Amplify Trading, which provides practical training for the financial sector, has developed a technology to help global firms find the right candidate among students from diverse cultural backgrounds through trading-floor simulations that focus on individuals’ skills rather than resumes. “We measure people’s behavior, their conduct, their resilience, their patience, how well they perform under stress or so-called criticism and how well they work with others,” says William de Lucy, CEO and co-founder of Amplify Trading. In the last few years, over 100 business schools and universities in the UK and elsewhere in Europe have adopted the technology, de Lucy says, and the company has also opened an office in China. Algorithms, however, tend to reproduce the unconscious biases of their creators.

Other types of initiatives effectively build corporate inclusiveness. At DBS Bank in Singapore, women now form 60% of the overall workforce, and 40% of the bank’s senior management are women. Two of the bank’s largest business units, Consumer Banking/Wealth Management and Institutional Banking, are led by women, says Lee Yan Hong, head of Group Human Resources at DBS. Lee says key policies that support women include health and wellness programs, flexible working arrangements, training and development, and internal mobility programs.

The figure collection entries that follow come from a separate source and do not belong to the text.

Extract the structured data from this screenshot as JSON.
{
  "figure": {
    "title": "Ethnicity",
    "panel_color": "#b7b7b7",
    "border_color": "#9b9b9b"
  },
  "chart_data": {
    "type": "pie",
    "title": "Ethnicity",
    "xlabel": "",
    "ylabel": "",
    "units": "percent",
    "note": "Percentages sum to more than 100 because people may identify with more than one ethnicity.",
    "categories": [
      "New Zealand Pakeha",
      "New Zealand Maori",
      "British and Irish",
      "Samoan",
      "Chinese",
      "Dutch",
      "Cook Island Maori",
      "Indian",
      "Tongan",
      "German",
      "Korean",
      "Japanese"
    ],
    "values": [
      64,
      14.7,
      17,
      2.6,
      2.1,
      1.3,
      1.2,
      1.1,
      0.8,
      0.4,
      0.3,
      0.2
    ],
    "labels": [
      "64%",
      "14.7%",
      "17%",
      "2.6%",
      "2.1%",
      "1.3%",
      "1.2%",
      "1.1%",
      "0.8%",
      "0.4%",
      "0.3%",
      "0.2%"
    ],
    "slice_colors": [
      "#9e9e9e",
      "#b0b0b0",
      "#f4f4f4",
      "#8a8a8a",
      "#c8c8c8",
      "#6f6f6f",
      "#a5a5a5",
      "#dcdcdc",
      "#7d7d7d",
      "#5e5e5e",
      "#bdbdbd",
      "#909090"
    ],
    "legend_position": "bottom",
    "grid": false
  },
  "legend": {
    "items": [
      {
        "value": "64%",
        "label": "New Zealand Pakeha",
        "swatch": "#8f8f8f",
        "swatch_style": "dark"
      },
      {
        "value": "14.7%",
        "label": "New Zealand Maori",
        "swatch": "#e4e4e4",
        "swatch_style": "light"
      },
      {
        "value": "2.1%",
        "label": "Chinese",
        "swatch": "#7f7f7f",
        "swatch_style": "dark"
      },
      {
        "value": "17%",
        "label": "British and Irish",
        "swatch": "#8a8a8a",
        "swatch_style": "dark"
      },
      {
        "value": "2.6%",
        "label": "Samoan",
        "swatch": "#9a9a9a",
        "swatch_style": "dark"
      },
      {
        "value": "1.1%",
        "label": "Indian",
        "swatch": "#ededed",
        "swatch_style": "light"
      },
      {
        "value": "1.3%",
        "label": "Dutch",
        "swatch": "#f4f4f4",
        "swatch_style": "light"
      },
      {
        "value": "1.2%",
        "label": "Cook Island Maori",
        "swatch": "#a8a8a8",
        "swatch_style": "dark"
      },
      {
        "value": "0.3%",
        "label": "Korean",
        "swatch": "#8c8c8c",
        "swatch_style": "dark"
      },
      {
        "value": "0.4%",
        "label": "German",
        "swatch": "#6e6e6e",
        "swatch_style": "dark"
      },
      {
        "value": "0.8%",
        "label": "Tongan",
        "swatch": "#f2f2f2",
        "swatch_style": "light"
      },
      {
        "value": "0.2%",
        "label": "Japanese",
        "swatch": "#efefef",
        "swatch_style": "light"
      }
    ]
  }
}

“At DBS, we believe gender, generational and cultural diversity is our source of strength,” Lee says. “We believe that when you achieve a critical mass of women across all levels, this will make a difference in an organization’s ability to succeed.”

Similarly, ACI Worldwide provides mentoring and sponsorship. As a result, there are women on the board, on the executive leadership team and in senior roles across the business, McKendry says. “Promoting equal opportunity, diversity and inclusiveness have been on top of my agenda, especially since becoming site leader at our Watford office,” she adds.

Tellingly, female executives agree that much of their career success still depends on their own determination in overcoming ingrained attitudes and unconscious policy choices within their organization.

“As women, we struggle to put ourselves forward,” says Dunlop. “This was something that held me back early in my leadership career, and overcoming the challenge meant finding my voice and asserting myself.”

That means fighting for wage parity. A 2018 study by Questback shows the persistence of the gender pay gap—even under quotas that strengthen women’s representation. The UK financial sector, for example, pays men on average 30% more than women—the largest gap of any business sector.

Such gender barriers may become more powerful as competitive barriers. Rosenberg Equities researchers Singh and McDonald note that diversity provides a “profitability moat” in bad times as well as a greater strength in good times. “Historically,” they conclude, “higher diversity today has translated into higher return on equity tomorrow.”